In Australia the general trend is for governments to lock-up more and more forest often through the conversion of land managed as forest reserve into national park. The conversion of land into national park is often accompanied by a reduction in the level of active management of the area.
Australia has vast areas of both forest reserve and forest in national parks. Not so in the United Kingdom where there are only 15 national parks and a relatively small area of state owned forest commission.
Now, in the UK, the new conservative government is planning to sell-off the state-owned forest commission estate and apparently without placing caveats on how this land is used after its sale.
According to The Guardian’s environment blog late last year:
“We now know, thanks to the junior environment minister Jim Paice’s frank evidence to a recent House of Lords select committee, that the government is considering the sale of not just “some”, or even “substantial”, amounts of woodland as the public was originally led to believe, but of all state-owned English trees across the commission’s 635,000-acre Forestry Commission estate. This includes many royal forests, state-owned ancient woodlands, sites of special scientific interest, heathland, campsites, farms and sporting estates.”
Various campaigns have sprung up and it was recently report that the National Trust is planning to buy much or the forest:
“The initiative, says the trust’s director, Dame Fiona Reynolds, could protect in perpetuity not just large areas of heritage areas such as the Forest of Dean and the New Forest, but other woodland expected to be offered for sale to communities and commercial enterprises in the biggest change in land ownership for more than 80 years.”
What is it that governments in Australia and the UK no longer want a part in forestry – they don’t want to be involved in active land management – perhaps reflecting the popular mood which sees such areas as either wilderness or with commercial potential – but not able to reconcile that they can be a source of income and recreation and wildlife refuges and have historically been successfully managed as such by government forestry services?
***********
http://www.guardian.co.uk/environment/blog/2010/dec/22/tory-privatisation-all-state-forests
http://www.guardian.co.uk/environment/2011/jan/28/national-trust-save-english-woodlands

Jennifer Marohasy BSc PhD has worked in industry and government. She is currently researching a novel technique for long-range weather forecasting funded by the B. Macfie Family Foundation.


▶ **WORK ITEM**: Whenever the string "ACCOUNT" appears in a line below, please copy the line out.

▶ **RECORDS PROVIDED**:
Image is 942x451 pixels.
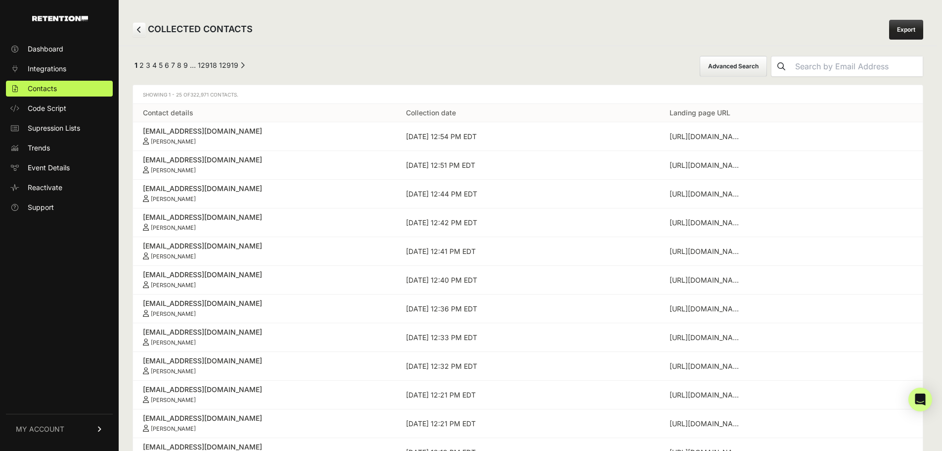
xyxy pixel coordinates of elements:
small: [PERSON_NAME] [151,253,196,260]
a: Supression Lists [6,120,113,136]
a: [EMAIL_ADDRESS][DOMAIN_NAME] [PERSON_NAME] [143,155,386,174]
span: MY ACCOUNT [16,424,64,434]
a: [EMAIL_ADDRESS][DOMAIN_NAME] [PERSON_NAME] [143,413,386,432]
div: [EMAIL_ADDRESS][DOMAIN_NAME] [143,126,386,136]
a: [EMAIL_ADDRESS][DOMAIN_NAME] [PERSON_NAME] [143,327,386,346]
span: 322,971 Contacts. [190,91,238,97]
span: Event Details [28,163,70,173]
span: Contacts [28,84,57,93]
a: Page 6 [165,61,169,69]
a: Event Details [6,160,113,176]
td: [DATE] 12:21 PM EDT [396,380,659,409]
td: [DATE] 12:21 PM EDT [396,409,659,438]
a: Page 9 [183,61,188,69]
span: Code Script [28,103,66,113]
small: [PERSON_NAME] [151,281,196,288]
div: [EMAIL_ADDRESS][DOMAIN_NAME] [143,183,386,193]
div: https://www.avsdental.com/ [670,390,744,400]
small: [PERSON_NAME] [151,138,196,145]
div: [EMAIL_ADDRESS][DOMAIN_NAME] [143,298,386,308]
a: Code Script [6,100,113,116]
a: Page 4 [152,61,157,69]
a: [EMAIL_ADDRESS][DOMAIN_NAME] [PERSON_NAME] [143,356,386,374]
a: Contact details [143,108,193,117]
span: Supression Lists [28,123,80,133]
span: … [190,61,196,69]
a: Page 7 [171,61,175,69]
a: Page 8 [177,61,182,69]
small: [PERSON_NAME] [151,367,196,374]
div: https://newdaydentistrycolorado.com/our-locations/centennial/ [670,160,744,170]
a: Export [889,20,923,40]
div: [EMAIL_ADDRESS][DOMAIN_NAME] [143,270,386,279]
span: Support [28,202,54,212]
div: https://www.avsdental.com/ [670,304,744,314]
a: [EMAIL_ADDRESS][DOMAIN_NAME] [PERSON_NAME] [143,183,386,202]
a: Contacts [6,81,113,96]
a: Page 12919 [219,61,238,69]
td: [DATE] 12:40 PM EDT [396,266,659,294]
td: [DATE] 12:32 PM EDT [396,352,659,380]
td: [DATE] 12:41 PM EDT [396,237,659,266]
div: https://kidzsmilepd.com/ [670,275,744,285]
a: [EMAIL_ADDRESS][DOMAIN_NAME] [PERSON_NAME] [143,270,386,288]
a: Reactivate [6,180,113,195]
td: [DATE] 12:51 PM EDT [396,151,659,180]
span: Dashboard [28,44,63,54]
a: Page 3 [146,61,150,69]
div: https://www.apexautomotive.com/contact-us/?gad_source=1&gad_campaignid=21002761424&gclid=Cj0KCQjw... [670,332,744,342]
div: https://alpinedentistry.com/ [670,246,744,256]
div: https://meadowbrookdental.com/staff/joseph-pelerin-dds/ [670,418,744,428]
img: Retention.com [32,16,88,21]
div: [EMAIL_ADDRESS][DOMAIN_NAME] [143,212,386,222]
small: [PERSON_NAME] [151,310,196,317]
small: [PERSON_NAME] [151,339,196,346]
a: Integrations [6,61,113,77]
td: [DATE] 12:36 PM EDT [396,294,659,323]
a: Trends [6,140,113,156]
small: [PERSON_NAME] [151,224,196,231]
a: [EMAIL_ADDRESS][DOMAIN_NAME] [PERSON_NAME] [143,126,386,145]
td: [DATE] 12:42 PM EDT [396,208,659,237]
div: [EMAIL_ADDRESS][DOMAIN_NAME] [143,241,386,251]
span: Showing 1 - 25 of [143,91,238,97]
div: https://www.avsdental.com/ [670,361,744,371]
span: Integrations [28,64,66,74]
a: [EMAIL_ADDRESS][DOMAIN_NAME] [PERSON_NAME] [143,241,386,260]
button: Advanced Search [700,56,767,77]
a: Page 12918 [198,61,217,69]
div: Pagination [133,60,245,73]
small: [PERSON_NAME] [151,396,196,403]
td: [DATE] 12:44 PM EDT [396,180,659,208]
td: [DATE] 12:54 PM EDT [396,122,659,151]
a: Collection date [406,108,456,117]
div: [EMAIL_ADDRESS][DOMAIN_NAME] [143,327,386,337]
small: [PERSON_NAME] [151,167,196,174]
span: Trends [28,143,50,153]
em: Page 1 [135,61,137,69]
a: [EMAIL_ADDRESS][DOMAIN_NAME] [PERSON_NAME] [143,212,386,231]
a: Landing page URL [670,108,730,117]
div: [EMAIL_ADDRESS][DOMAIN_NAME] [143,384,386,394]
h2: COLLECTED CONTACTS [133,22,253,37]
div: [EMAIL_ADDRESS][DOMAIN_NAME] [143,155,386,165]
div: [EMAIL_ADDRESS][DOMAIN_NAME] [143,356,386,365]
a: Page 5 [159,61,163,69]
a: MY ACCOUNT [6,413,113,444]
div: https://brockportsmiles.com/?gad_campaignid=21394475714&gbraid=0AAAAACtTv3iNGP5pmBypmG554Ux-AOGQW... [670,189,744,199]
a: [EMAIL_ADDRESS][DOMAIN_NAME] [PERSON_NAME] [143,384,386,403]
a: Dashboard [6,41,113,57]
small: [PERSON_NAME] [151,425,196,432]
a: Support [6,199,113,215]
div: https://homequalityremodeling.com/portfolio/?msclkid=282ad3ddb9e61f4eb871bb47a4b0193a [670,218,744,227]
div: Open Intercom Messenger [908,387,932,411]
td: [DATE] 12:33 PM EDT [396,323,659,352]
div: https://konnectgolf.com/ [670,132,744,141]
input: Search by Email Address [791,56,923,76]
a: Page 2 [139,61,144,69]
small: [PERSON_NAME] [151,195,196,202]
div: [EMAIL_ADDRESS][DOMAIN_NAME] [143,413,386,423]
span: Reactivate [28,182,62,192]
a: [EMAIL_ADDRESS][DOMAIN_NAME] [PERSON_NAME] [143,298,386,317]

▶ **EXERCISE RESULT**:
span: MY ACCOUNT [16,424,64,434]
a: MY ACCOUNT [6,413,113,444]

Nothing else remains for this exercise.